Is the Market a Test of Truth and Beauty?

(Jacob Rumans) #1
ȁȀȇ Partʺ: Economics

probably more familiar than Allais’s quite different worry. Ļe effect of
monetary wealth on the propensity to save can in principle solve any sup-
posed problem of unemployment and idle productive capacity due to over-
saving and deficiency of effective demand. In the absence of any other
solution, price and wage deflation would eventually make the real value
of the nominal money supply adequate to support a full-employment vol-
ume of effective demand. (For familiar reasons, of course, this “automatic”
solution is not the easiest or best one.)
More important in the present context, the real-balance effect illumi-
nates Allais’s worry. Saving and real capital formation may be curtailed
not just from a deflationary increase in the real value of a given nominal
money supply but even from the availability of money as an alternative to
holding capital goods and stocks and bonds. ( James Tobin’s version of the
argument,ȀȈȅȄ, is better known than Allais’s.)

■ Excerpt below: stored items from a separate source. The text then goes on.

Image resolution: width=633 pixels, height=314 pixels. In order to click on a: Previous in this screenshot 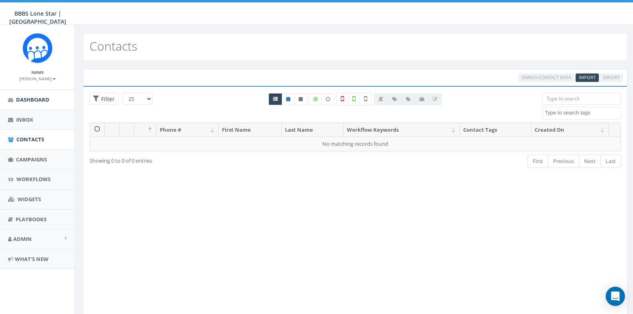, I will do `click(563, 161)`. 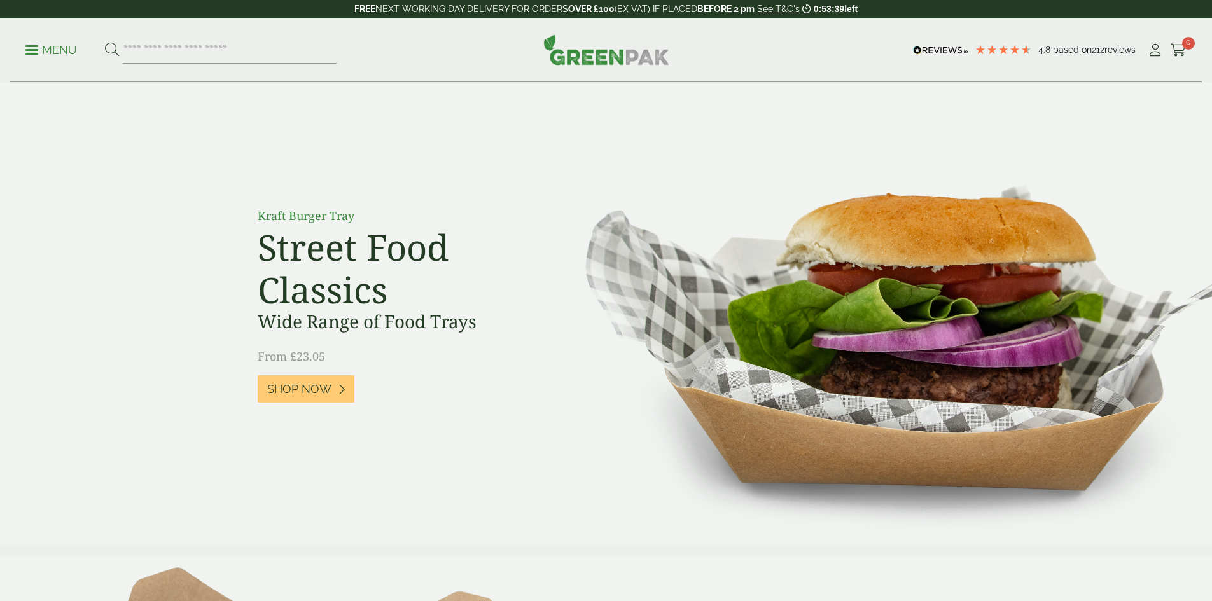 I want to click on strong: BEFORE 2 pm, so click(x=726, y=9).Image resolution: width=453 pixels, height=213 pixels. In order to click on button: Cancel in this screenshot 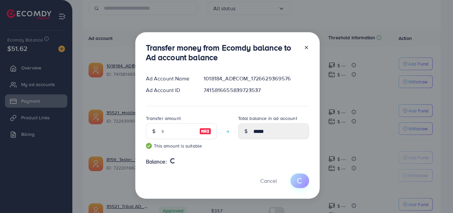, I will do `click(269, 180)`.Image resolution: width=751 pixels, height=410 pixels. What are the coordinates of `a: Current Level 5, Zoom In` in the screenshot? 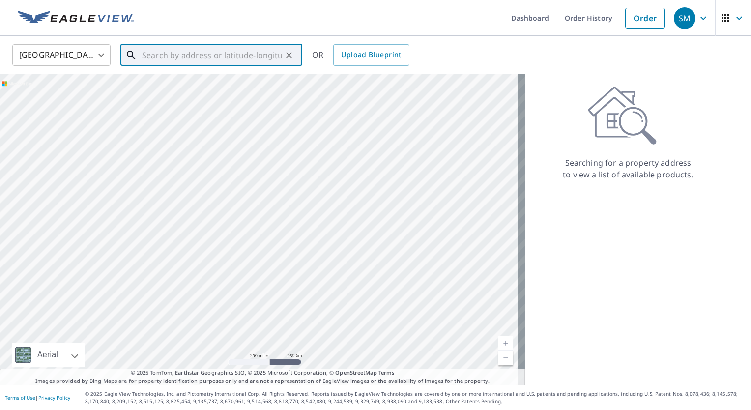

Ļe reason for this worry about money is similar to the reason for
worry about land. If people can postpone consumption by holding money
or land or Old Masters as well as by holding man-made capital goods
or securities that finance them, then part of their propensity to save or
wait is diverted from channeling resources into capital-goods construc-
tion. Money is wealth from the point of view of the individual owner,
and holding it contributes to satiating his overall propensity to save or
wait; but it is not wealth in the same way and to the same extent for the
economy at large.
Ļe phrase “in the same way and to the same extent” is a hedge. Even
from the social point of view, money is not mere fictitious wealth. It elim-
inates the frustrations and costs of barter. It facilitates financial interme-
diation and capital formation. It renders services to its holders. A larger
cash balance permits less attention to synchronizing payment inflows and
outflows and less use of labor and materials in managing the holder’s cash
position. What renders these services is real and not merely nominal cash
balances. Real money is peculiar in that its quantity is determined on the
demand side. Ļere is no way of simply supplying more real money to an
economy unless holders are somehow induced to demand more of it (as
they would be induced when nominal money expansion helps restore a
depressed economy to full employment). (An exception is rather trivial:
monetary inflation can increase the real money stock temporarily until
prices have caught up.) Ļe just-mentioned hedge applies to land as well
as to money. Land is socially useful, of course, as are Old Masters. But
they have a socially fictitious wealth aspect also.